Glancing at his hand, in case any of Freddy’s chemicals had come off on it, he moved to the writing table. There he saw “Dear Mrs. Vyse,” followed by many erasures. He recoiled without reading any more, and after a little hesitation sat down elsewhere, and pencilled a note on his knee.
Then he lit another cigarette, which did not seem quite as divine as the first, and considered what might be done to make Windy Corner drawing-room more distinctive. With that outlook it should have been a successful room, but the trail of Tottenham Court Road was upon it; he could almost visualize the motor-vans of Messrs. Shoolbred and Messrs. Maple arriving at the door and depositing this chair, those varnished book-cases, that writing-table. The table recalled Mrs. Honeychurch’s letter. He did not want to read that letter — his temptations never lay in that direction; but he worried about it none the less. It was his own fault that she was discussing him with his mother; he had wanted her support in his third attempt to win Lucy; he wanted to feel that others, no matter who they were, agreed with him, and so he had asked their permission. Mrs. Honeychurch had been civil, but obtuse in essentials, while as for Freddy— “He is only a boy,” he reflected. “I represent all that he despises. Why should he want me for a brother-in-law?”

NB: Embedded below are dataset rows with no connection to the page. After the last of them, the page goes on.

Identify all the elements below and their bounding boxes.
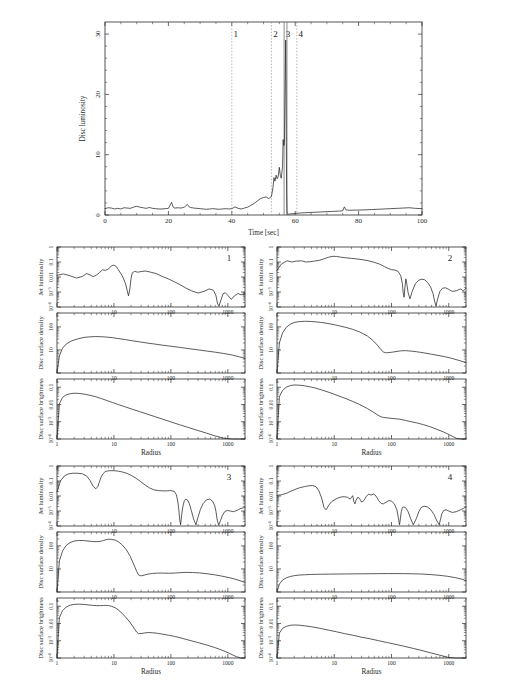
x-tick-label: 40	[228, 217, 236, 225]
x-tick-label: 1000	[443, 660, 454, 666]
y-tick-label: 1	[48, 245, 54, 248]
y-axis-label: Jet luminosity	[37, 477, 44, 515]
x-tick-label: 1000	[443, 441, 454, 447]
panel-1-number: 1	[227, 253, 232, 263]
x-tick-label: 80	[355, 217, 363, 225]
y-tick-label: 1	[48, 464, 54, 467]
y-axis-label: Disc surface brightness	[37, 378, 44, 440]
x-tick-label: 1000	[222, 660, 233, 666]
y-tick-label: 1	[268, 245, 274, 248]
x-tick-label: 100	[387, 441, 396, 447]
x-tick-label: 1	[56, 441, 59, 447]
y-tick-label: 0.1	[48, 384, 54, 391]
x-axis-label: Radius	[141, 449, 161, 457]
y-tick-label: 0.01	[48, 618, 54, 628]
panel-4-number: 4	[448, 472, 453, 482]
y-tick-label: 0.1	[268, 603, 274, 610]
x-tick-label: 100	[417, 217, 428, 225]
x-tick-label: 100	[167, 441, 176, 447]
y-tick-label: 0.1	[268, 258, 274, 265]
y-tick-label: 100	[268, 541, 274, 550]
x-tick-label: 60	[292, 217, 300, 225]
y-tick-label: 0.1	[48, 258, 54, 265]
multi-panel-accretion-figure: 02040608010001020301234Time [sec]Disc lu…	[0, 0, 508, 685]
y-tick-label: 0.1	[48, 603, 54, 610]
x-tick-label: 1	[276, 441, 279, 447]
y-axis-label: Disc surface brightness	[37, 597, 44, 659]
x-tick-label: 10	[111, 660, 117, 666]
y-tick-label: 0	[94, 213, 102, 217]
figure-background	[0, 0, 508, 685]
y-tick-label: 10	[48, 566, 54, 572]
x-tick-label: 1	[276, 660, 279, 666]
y-tick-label: 0.01	[268, 399, 274, 409]
y-axis-label: Disc surface brightness	[257, 378, 264, 440]
x-tick-label: 10	[331, 660, 337, 666]
y-tick-label: 10	[268, 347, 274, 353]
y-tick-label: 0.1	[48, 477, 54, 484]
y-axis-label: Disc surface density	[37, 316, 44, 370]
x-tick-label: 1	[56, 660, 59, 666]
y-tick-label: 30	[94, 30, 102, 38]
panel-3-number: 3	[227, 472, 232, 482]
marker-label-4: 4	[299, 29, 304, 39]
y-tick-label: 0.01	[268, 491, 274, 501]
y-tick-label: 0.01	[48, 399, 54, 409]
y-axis-label: Disc luminosity	[79, 95, 87, 141]
x-tick-label: 20	[165, 217, 173, 225]
x-tick-label: 10	[331, 441, 337, 447]
x-axis-label: Radius	[362, 449, 382, 457]
y-tick-label: 10	[268, 566, 274, 572]
y-tick-label: 100	[48, 322, 54, 331]
x-tick-label: 10	[111, 441, 117, 447]
y-tick-label: 100	[268, 322, 274, 331]
y-axis-label: Jet luminosity	[257, 258, 264, 296]
y-axis-label: Disc surface density	[257, 316, 264, 370]
x-axis-label: Radius	[362, 668, 382, 676]
marker-label-2: 2	[273, 29, 278, 39]
x-tick-label: 0	[103, 217, 107, 225]
y-tick-label: 0.01	[268, 272, 274, 282]
x-tick-label: 100	[387, 660, 396, 666]
x-axis-label: Time [sec]	[248, 229, 279, 237]
panel-2-number: 2	[448, 253, 453, 263]
x-tick-label: 100	[167, 660, 176, 666]
y-tick-label: 10	[48, 347, 54, 353]
y-tick-label: 0.1	[268, 384, 274, 391]
y-axis-label: Jet luminosity	[37, 258, 44, 296]
y-tick-label: 0.01	[48, 272, 54, 282]
y-tick-label: 20	[94, 90, 102, 98]
y-tick-label: 1	[268, 464, 274, 467]
y-tick-label: 100	[48, 541, 54, 550]
y-axis-label: Disc surface density	[37, 535, 44, 589]
marker-label-1: 1	[234, 29, 239, 39]
y-tick-label: 0.01	[48, 491, 54, 501]
y-tick-label: 0.01	[268, 618, 274, 628]
x-axis-label: Radius	[141, 668, 161, 676]
x-tick-label: 1000	[222, 441, 233, 447]
y-tick-label: 0.1	[268, 477, 274, 484]
y-tick-label: 10	[94, 151, 102, 159]
y-axis-label: Jet luminosity	[257, 477, 264, 515]
y-axis-label: Disc surface brightness	[257, 597, 264, 659]
y-axis-label: Disc surface density	[257, 535, 264, 589]
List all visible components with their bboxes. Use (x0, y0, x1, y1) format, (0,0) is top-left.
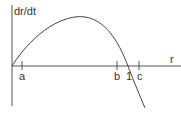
tick-label-1: 1 (126, 70, 132, 82)
x-axis-label: r (170, 53, 174, 65)
tick-label-b: b (114, 70, 120, 82)
tick-label-c: c (137, 70, 143, 82)
tick-label-a: a (19, 70, 26, 82)
y-axis-label: dr/dt (14, 5, 36, 17)
phase-diagram: dr/dt r a b 1 c (0, 0, 181, 115)
growth-curve (12, 17, 145, 108)
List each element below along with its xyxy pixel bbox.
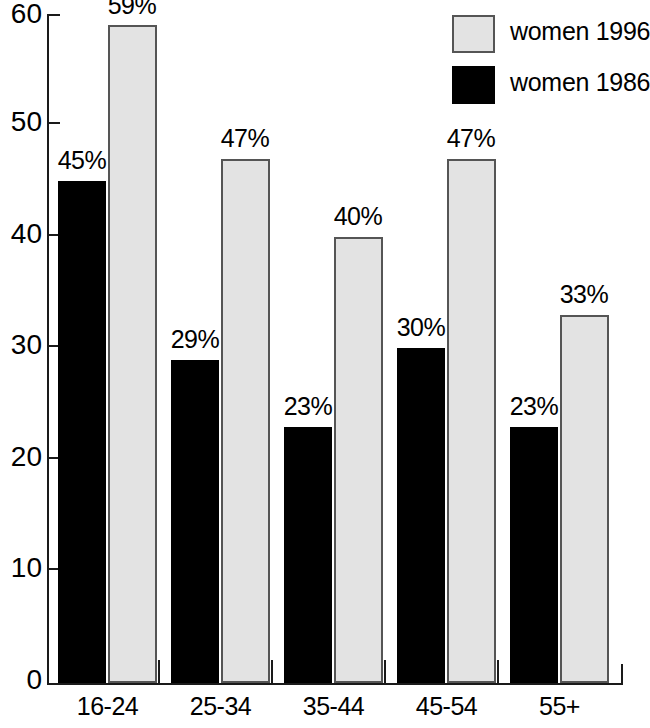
bar-1986-45-54 [397, 348, 445, 683]
legend-entry-women-1986: women 1986 [452, 64, 630, 115]
x-category-label-35-44: 35-44 [276, 694, 391, 719]
bar-1996-45-54 [447, 159, 496, 683]
legend-swatch-women-1986 [452, 66, 495, 104]
bar-value-1996-55plus: 33% [554, 282, 614, 307]
x-category-label-45-54: 45-54 [389, 694, 504, 719]
bar-value-1986-35-44: 23% [278, 394, 338, 419]
x-category-label-25-34: 25-34 [163, 694, 278, 719]
x-category-label-16-24: 16-24 [50, 694, 165, 719]
y-tick-label-10: 10 [0, 554, 42, 582]
y-tick-label-20: 20 [0, 443, 42, 471]
bar-1986-25-34 [171, 360, 219, 683]
bar-value-1996-35-44: 40% [328, 204, 388, 229]
x-axis-line [47, 683, 623, 685]
legend: women 1996 women 1986 [452, 13, 630, 115]
x-axis-tick-2 [271, 660, 273, 683]
x-category-label-55plus: 55+ [502, 694, 617, 719]
bar-value-1996-16-24: 59% [102, 0, 162, 18]
bar-value-1986-45-54: 30% [391, 315, 451, 340]
legend-label-women-1996: women 1996 [510, 19, 650, 44]
bar-1996-25-34 [221, 159, 270, 683]
bar-1996-35-44 [334, 237, 383, 683]
legend-entry-women-1996: women 1996 [452, 13, 630, 64]
legend-label-women-1986: women 1986 [510, 70, 650, 95]
bar-value-1986-55plus: 23% [504, 394, 564, 419]
x-axis-tick-3 [384, 660, 386, 683]
bar-value-1986-16-24: 45% [52, 148, 112, 173]
bar-1986-55plus [510, 427, 558, 683]
bar-value-1996-25-34: 47% [215, 126, 275, 151]
y-tick-label-60: 60 [0, 0, 42, 28]
y-tick-label-40: 40 [0, 220, 42, 248]
bar-value-1986-25-34: 29% [165, 327, 225, 352]
legend-swatch-women-1996 [452, 15, 495, 53]
bar-value-1996-45-54: 47% [441, 126, 501, 151]
bar-1986-35-44 [284, 427, 332, 683]
y-tick-label-30: 30 [0, 331, 42, 359]
y-tick-label-50: 50 [0, 108, 42, 136]
x-axis-right-cap [621, 664, 623, 685]
y-tick-label-0: 0 [0, 666, 42, 694]
x-axis-tick-1 [158, 660, 160, 683]
bar-1996-16-24 [108, 25, 157, 683]
bar-1986-16-24 [58, 181, 106, 683]
bar-1996-55plus [560, 315, 609, 683]
x-axis-tick-4 [497, 660, 499, 683]
y-axis-line [47, 14, 49, 684]
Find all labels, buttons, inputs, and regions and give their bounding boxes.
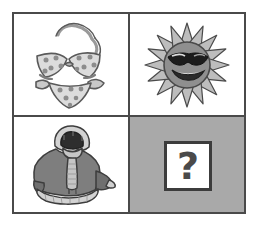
- matrix-cell-top-left[interactable]: Polka dot bikini swimsuit: [14, 14, 130, 117]
- bikini-icon: [14, 14, 128, 115]
- question-mark-box[interactable]: ?: [164, 141, 212, 191]
- matrix-cell-bottom-left[interactable]: Winter parka coat with hood and scarf: [14, 117, 130, 212]
- analogy-matrix-image: Seasonal clothing analogy matrix Polka d…: [0, 0, 256, 226]
- question-mark-icon: ?: [177, 147, 199, 185]
- smiling-sun-with-sunglasses-icon: [130, 14, 244, 115]
- winter-parka-coat-icon: [14, 117, 128, 212]
- matrix-cell-top-right[interactable]: Cartoon sun wearing sunglasses: [130, 14, 244, 117]
- matrix-cell-bottom-right[interactable]: Unknown answer ?: [130, 117, 244, 212]
- matrix-grid: Polka dot bikini swimsuit: [12, 12, 246, 214]
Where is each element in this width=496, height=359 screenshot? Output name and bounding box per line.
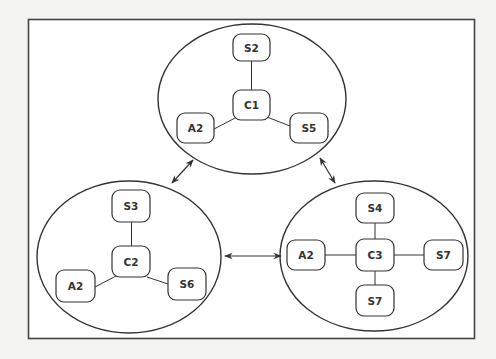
node-c2[interactable]: C2 (112, 246, 150, 277)
node-c1-label: C1 (244, 99, 259, 111)
node-c1[interactable]: C1 (233, 90, 270, 120)
node-c3[interactable]: C3 (356, 239, 394, 271)
node-s5[interactable]: S5 (290, 113, 328, 143)
node-s2-label: S2 (244, 42, 259, 54)
node-a2-cluster-3-label: A2 (298, 249, 313, 261)
node-a2-cluster-2[interactable]: A2 (56, 270, 95, 302)
node-c2-label: C2 (123, 256, 138, 268)
node-s3-label: S3 (124, 200, 139, 212)
node-a2-cluster-1[interactable]: A2 (177, 113, 214, 143)
node-s4[interactable]: S4 (356, 193, 394, 223)
node-s6-label: S6 (180, 278, 195, 290)
node-s4-label: S4 (368, 202, 383, 214)
cluster-diagram: S2 C1 A2 S5 S3 (0, 0, 496, 359)
node-a2-cluster-2-label: A2 (68, 280, 83, 292)
node-s2[interactable]: S2 (233, 34, 270, 61)
node-s3[interactable]: S3 (112, 190, 150, 222)
node-s7-bottom-label: S7 (368, 295, 383, 307)
node-s6[interactable]: S6 (168, 268, 206, 300)
node-c3-label: C3 (367, 249, 382, 261)
diagram-stage: S2 C1 A2 S5 S3 (0, 0, 496, 359)
node-s7-right[interactable]: S7 (424, 240, 463, 270)
node-a2-cluster-3[interactable]: A2 (287, 240, 325, 270)
node-a2-cluster-1-label: A2 (188, 122, 203, 134)
node-s7-bottom[interactable]: S7 (356, 285, 394, 316)
node-s7-right-label: S7 (436, 249, 451, 261)
node-s5-label: S5 (302, 122, 317, 134)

The Honeychurches were a worthy family, but he began to realize that Lucy was of another clay; and perhaps — he did not put it very definitely — he ought to introduce her into more congenial circles as soon as possible.
“Mr. Beebe!” said the maid, and the new rector of Summer Street was shown in; he had at once started on friendly relations, owing to Lucy’s praise of him in her letters from Florence.
Cecil greeted him rather critically.
“I’ve come for tea, Mr. Vyse. Do you suppose that I shall get it?”
“I should say so. Food is the thing one does get here — Don’t sit in that chair; young Honeychurch has left a bone in it.”
“Pfui!”
“I know,” said Cecil. “I know. I can’t think why Mrs. Honeychurch allows it.”
For Cecil considered the bone and the Maples’ furniture separately; he did not realize that, taken together, they kindled the room into the life that he desired.
“I’ve come for tea and for gossip. Isn’t this news?”
“News? I don’t understand you,” said Cecil. “News?”
Mr. Beebe, whose news was of a very different nature, prattled forward.
“I met Sir Harry Otway as I came up; I have every reason to hope that I am first in the field. He has bought Cissie and Albert from Mr. Flack!”
“Has he indeed?” said Cecil, trying to recover himself. Into what a grotesque mistake had he fallen! Was it likely that a clergyman and a gentleman would refer to his engagement in a manner so flippant? But his stiffness remained, and, though he asked who Cissie and Albert might be, he still thought Mr. Beebe rather a bounder.
“Unpardonable question! To have stopped a week at Windy Corner and not to have met Cissie and Albert, the semi-detached villas that have been run up opposite the church! I’ll set Mrs. Honeychurch after you.”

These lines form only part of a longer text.